Friday, July 2, 2021

SLAVE WAGES PT. 2

So how did slavery evolve, and what does it mean in the history of human culture?

Going only by historical records, we know that slaves are mentioned in the Sumerian Code of Hammurabi, circa 1792 BCE. At least one online reference asserts that it's unlikely that hunter-gatherer tribes, for which we have no historical records, were unlikely to have practiced the custom, but I disagree. Many though not all Native American tribes conformed to the hunter-gatherer economy, and the current historical consensus is that at least some tribes maintained slavery customs prior to the incursion of Europeans. While I don't suggest a direct equivalence between Native American hunter-gatherers and those of prehistoric times, I find it a foregone conclusion that if the former could maintain slaves within a hunter-gatherer economy, then so could tribes in prehistoric times.


Going with the assumption that slavery did not just magically spring out of nothing in the kingdoms of Sumer, how might the practice have evolved at the tribal level?

Warfare has been repeatedly associated with the taking of slaves. One would not expect that at the tribal level, one tribe would take a huge quantity of prisoners from their opponents along the line of the storied Babylonian Captivity of 597 BC. But it would be easy enough for a small tribe of, say, forty-fifty people to keep a handful of slaves from another tribe in thrall.

Now, why would they do so? One theory of motivation might be called the "eff you" theory. This would suppose that after an armed conflict, one tribe takes prisoners and keeps them in bondage in order to say "eff you" to the free members of the competing tribe. This motivation is certainly consonant with the ornery aspects of human nature. However, after a while I theorize that the "eff you" appeal would wear off, and the slavekeepers, if motivated by nothing but acrimony, would simply kill off their captives. 

Another motivation could be that of ransom. The tribe that takes living prisoners can then demand recompense for the return of the prisoners. If the owning tribe doesn't get what they want, they keep the prisoners as slaves. However, this too would seem to be a self-defeating motivation, especially since the owning tribe has to keep feeding the slaves/prisoners.

The last feasible motivation is that of economic security. Once a tribe reaches a certain point of organization, every one understands the principle of societal exchange. Aside from the tribe's leaders, everyone else has to make one-on-one exchanges to get what they want. The tribesman who figures out how to make stone tools, for instance, has a skill which he can use to acquire goods through barter if not through standardized currency. Now, if a farmer wants to get free members of his tribe to plow his field for him, he has to pay these laborers, and he may not want to pay the price.

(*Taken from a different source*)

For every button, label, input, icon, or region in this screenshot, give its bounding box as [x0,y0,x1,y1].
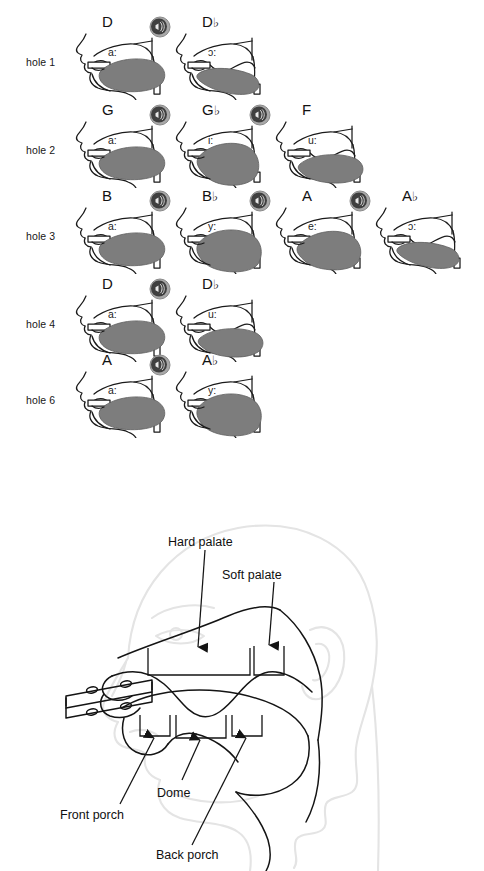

Slavery, at base, is a form of economic security. If you're rich enough to own a slave, then the slave has to perform the labor you require. The slave cannot negotiate; the slave can only accept your terms or try to escape bondage in some way. The efficiency of slavery may not extend to the culture as a whole. Jeffrey Rogers Hummel produced detailed statistics to show that the custom of slavery in the American South did not substantially enrich the Southern States as a whole, due in part to factors like the Fugitive Slave Laws. But the slaveowners profited, precisely because they could overwork their possessions if they so pleased, restrained only by the economic costs of purchasing a new slave if the old one died.

Now, for centuries, there seems to have been little or no animus toward the practice of slavery in most cultures. The Jews inveighed against their people having been kept in economic bondage by the Egyptians, but this did not prevent them from owning slaves, as we know from the custom of the Jubilee. Serious anti-slavery rhetoric does not seem to have proliferated until the 18th century, when Europeans and Americans began arguing about the concept of natural rights. If any comparable developments took place in China, India or the Muslim countries, I'd be happy to look at any evidence of same.

In conclusion, the prevalent idea that any slaveowners took slaves for any reasons supervening those of economy-- say, that of subordinating a given group of people just for the diabolical joy of making them into an inferior class-- logic does not support this sort of false reasoning.